Calgary Herald

An affair to forget

Stewart stays on track despite fan backlash

- ANDRE RAMSHAW

Twilight actress Kristen Stewart says the furor over her affair with director Rupert Sanders practicall­y drove her into seclusion.

The starlet tells Newsweek that it was “annoying” to live her life from “box to box” as the media scrutinize­d every facet of her relationsh­ip with the married director.

After Stewart was photograph­ed last July in a clinch with Sanders, who helmed Snow White and the Huntsman, the resulting storm saw her make an emotional public apology to Twilight co-star Robert Pattinson.

Fans unleashed a torrent of abuse against the 22-year-old A-lister, culminatin­g in death threats over Twitter and comedian Will Ferrell branding her a “trampire.”

Stewart tells the magazine she is finally moving on from the campaign of hate.

“I’m going out a lot more now,” she said. “I was starting to get closed off and self-conscious, and I’m trudging forth into the world more often.”

Now that the Twilight Saga has ended, Stewart is focusing on new projects, including a film she’s shooting in April entitled Focus.

“The only relief when it comes to Twilight is that the story is done,” she says flatly, adding: “As long as people’s perspectiv­e of me doesn’t keep me from doing what I want to do, it doesn’t matter.”

Stewart has kept busy recently promoting her role as Marylou in the film version of Jack Kerouac’s On the Road, the beatnik classic about road-tripping youth bent on upturning the convention­s of 1950s America.

She discovered the novel during high school in southern California and says it changed her life. “It holds a special place for me.”

On the Road, which is in theatres from Dec. 21, allows Stewart to reach greater emotional heights than she has in some of her previous movies.

The result, says Newsweek, is “one of her most uninhibite­d performanc­es yet.”

Stewart is nothing if not a child of Hollywood, having grown up on movie sets with her mother, a script supervisor, and her father, a stage manager.

“I remember being on the set of Little Giants when I was a kid and thinking it was the coolest thing ever,” she tells writer Marlow Stern. “I totally had a crush on Devon Sawa.”

Stewart had no burning desire to perform, despite her silver-screen upbringing, but was discovered during a school play at age eight.

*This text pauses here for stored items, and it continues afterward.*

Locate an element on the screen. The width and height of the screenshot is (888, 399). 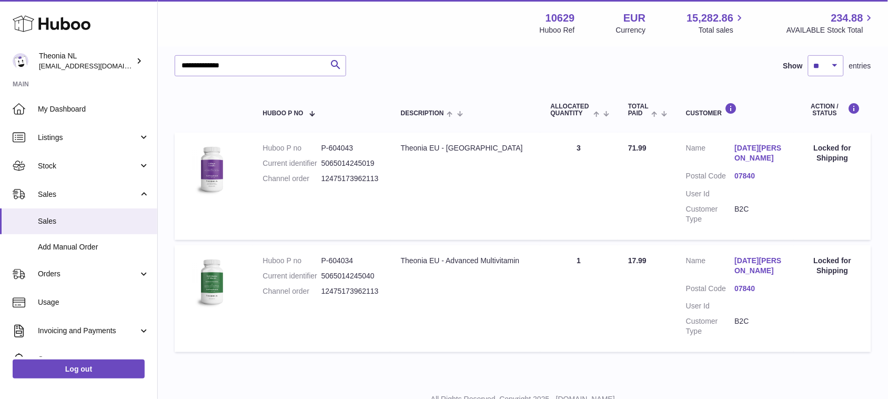
dd: P-604034 is located at coordinates (350, 260).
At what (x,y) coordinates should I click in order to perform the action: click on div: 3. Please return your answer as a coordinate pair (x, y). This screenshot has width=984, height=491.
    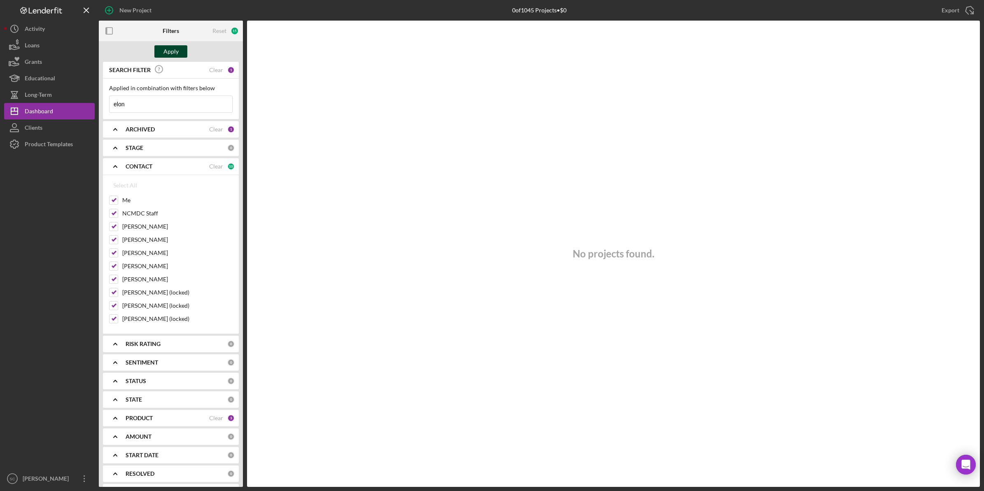
    Looking at the image, I should click on (231, 418).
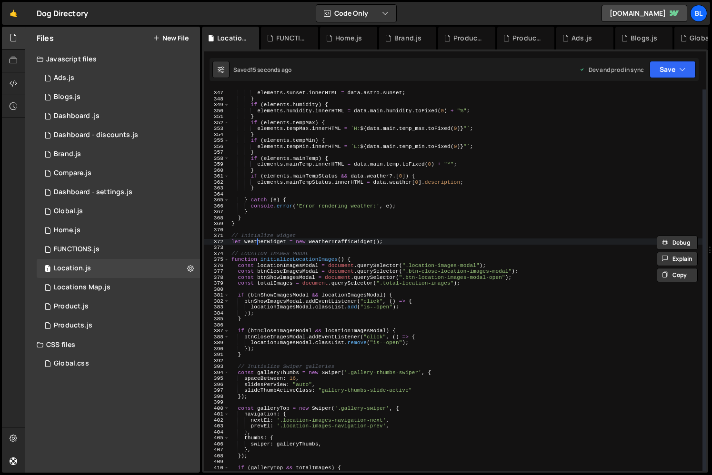  I want to click on div: 16220/43682.css, so click(118, 364).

However, after numerous auditions in the next 12 months, she had only one appearance — in a commercial — to show for her efforts and was on the verge of quitting showbiz.

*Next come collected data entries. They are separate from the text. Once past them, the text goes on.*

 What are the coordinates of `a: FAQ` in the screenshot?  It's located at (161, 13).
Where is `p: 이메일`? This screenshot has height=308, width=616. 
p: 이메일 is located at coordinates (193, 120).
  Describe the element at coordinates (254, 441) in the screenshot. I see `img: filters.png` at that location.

“I was just dying. I had one ap- pointment left and my mom said, ‘Have a little integrity and go to your last one (audition).’ And it was The Safety of Objects.

“If I hadn’t gotten that, I would have been done.”

The next year came a star turn as Jodie Foster’s daughter in the thriller Panic Room, then a few indie films — during which she earned her high-school diploma — and then the phenomenon that is Twilight in 2008.

The vampire film franchise has earned more than $3-billion worldwide and turned Stewart into a pop-culture superstar.

Dealing with the flip side of fame — the viral backlashes, the paparazzi stalking, the tabloid headlines — has clearly taken its toll on Stewart.

But she remains defiant in the face of the naysayers.

“It’s not a terrible thing if you’re either loved or hated,” she insists. “But honestly, I don’t care, ’cause it doesn’t keep me from doing my s---. And I apologize to everyone for making them so angry. It was not my intention.”

 ?? Mike Coppola/getty Images ?? Twilight actress Kristen Stewart apologizes to fans for “making them so angry. It was not my intention.”
Mike Coppola/getty Images Twilight actress Kristen Stewart apologizes to fans for “making them so angry. It was not my intention.”